Create a column based on the name of the element list that contain the data frame in R Create a column based on the name of the element list that contain the data frame in R r r

Create a column based on the name of the element list that contain the data frame in R


An alternate approach is to collapse your list into a single data frame and use the name of the list as an additional column.

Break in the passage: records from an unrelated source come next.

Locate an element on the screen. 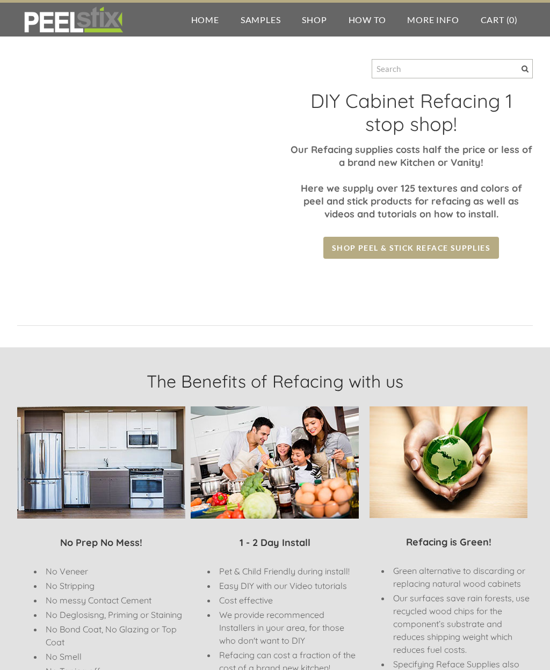  input: Search is located at coordinates (452, 69). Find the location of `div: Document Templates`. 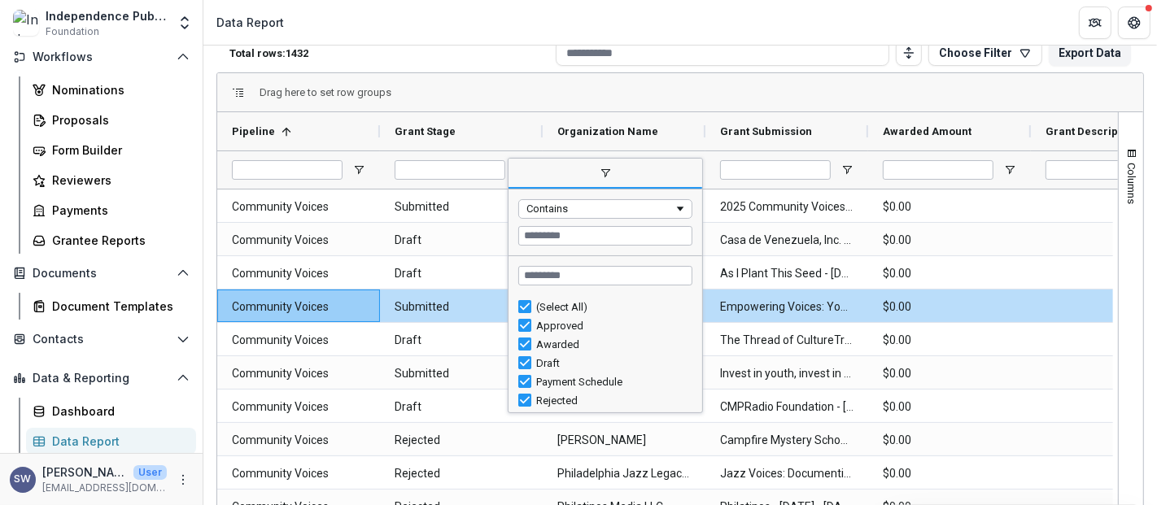

div: Document Templates is located at coordinates (117, 306).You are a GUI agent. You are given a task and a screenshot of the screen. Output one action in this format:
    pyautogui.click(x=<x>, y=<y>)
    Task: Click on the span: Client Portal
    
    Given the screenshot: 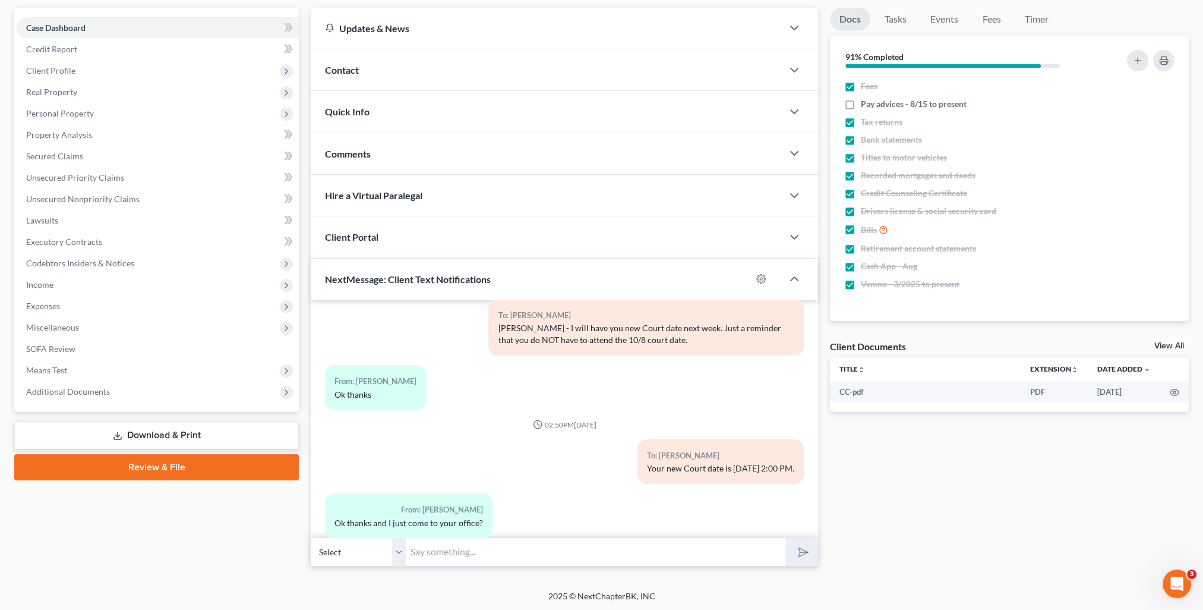 What is the action you would take?
    pyautogui.click(x=352, y=237)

dplyr::bind_rows(list_df, .id = "meta_information")# # A tibble: 20 x 4#   meta_information    id       x      y#   <chr>            <int>   <dbl>  <dbl># 1 jan_2013             1 -1.09   0.877 # 2 jan_2013             2  0.136  0.828 # 3 jan_2013             3 -0.376  0.0376# 4 jan_2013             4 -0.793  0.780 # 5 jan_2013             5  0.259  0.179 # 6 jan_2013             6  0.971  0.556 # 7 jan_2013             7 -0.787  0.579 # 8 jan_2013             8 -0.294  0.563 # 9 jan_2013             9  0.331  0.896 # 10 jan_2013           10 -0.392  0.577 # 11 feb_2013            1  0.0139 0.0381# 12 feb_2013            2  0.640  0.0744# 13 feb_2013            3  0.813  0.270 # 14 feb_2013            4 -0.748  0.305 # 15 feb_2013            5  0.528  0.380 # 16 feb_2013            6 -0.627  0.832 # 17 feb_2013            7 -1.21   0.0529# 18 feb_2013            8  1.45   0.494 # 19 feb_2013            9  0.490  0.402 # 20 feb_2013           10 -0.765  0.531 

If it is really necessary to keep the lists separate, we can use an indexed map from purrr

purrr::imap(list_df, ~mutate(.x, meta_information = .y))# $jan_2013#    id          x          y meta_information# 1   1 -1.0867168 0.87674573         jan_2013# 2   2  0.1357794 0.82798892         jan_2013# 3   3 -0.3763973 0.03761698         jan_2013# 4   4 -0.7934503 0.77968454         jan_2013# 5   5  0.2586395 0.17917052         jan_2013# 6   6  0.9707220 0.55617247         jan_2013# 7   7 -0.7871748 0.57870521         jan_2013# 8   8 -0.2939041 0.56255010         jan_2013# 9   9  0.3307507 0.89646137         jan_2013# 10 10 -0.3917830 0.57723403         jan_2013# # $feb_2013#    id           x          y meta_information# 1   1  0.01386418 0.03814336         feb_2013# 2   2  0.64030914 0.07435783         feb_2013# 3   3  0.81281978 0.26987216         feb_2013# 4   4 -0.74768467 0.30482967         feb_2013# 5   5  0.52820991 0.38045027         feb_2013# 6   6 -0.62720336 0.83191998         feb_2013# 7   7 -1.20532079 0.05291640         feb_2013# 8   8  1.45277032 0.49355127         feb_2013# 9   9  0.48985425 0.40229656         feb_2013# 10 10 -0.76508432 0.53114667         feb_2013


I found a way to do the task with purrr::map2 iterating over two arguments in parallel: list_df and the names(list_df). Then an anonymous function used these two arguments, taking a data frame (df) and creating a constant column based on the name of the element (name_elem_contain_df) that contain the data frame (df)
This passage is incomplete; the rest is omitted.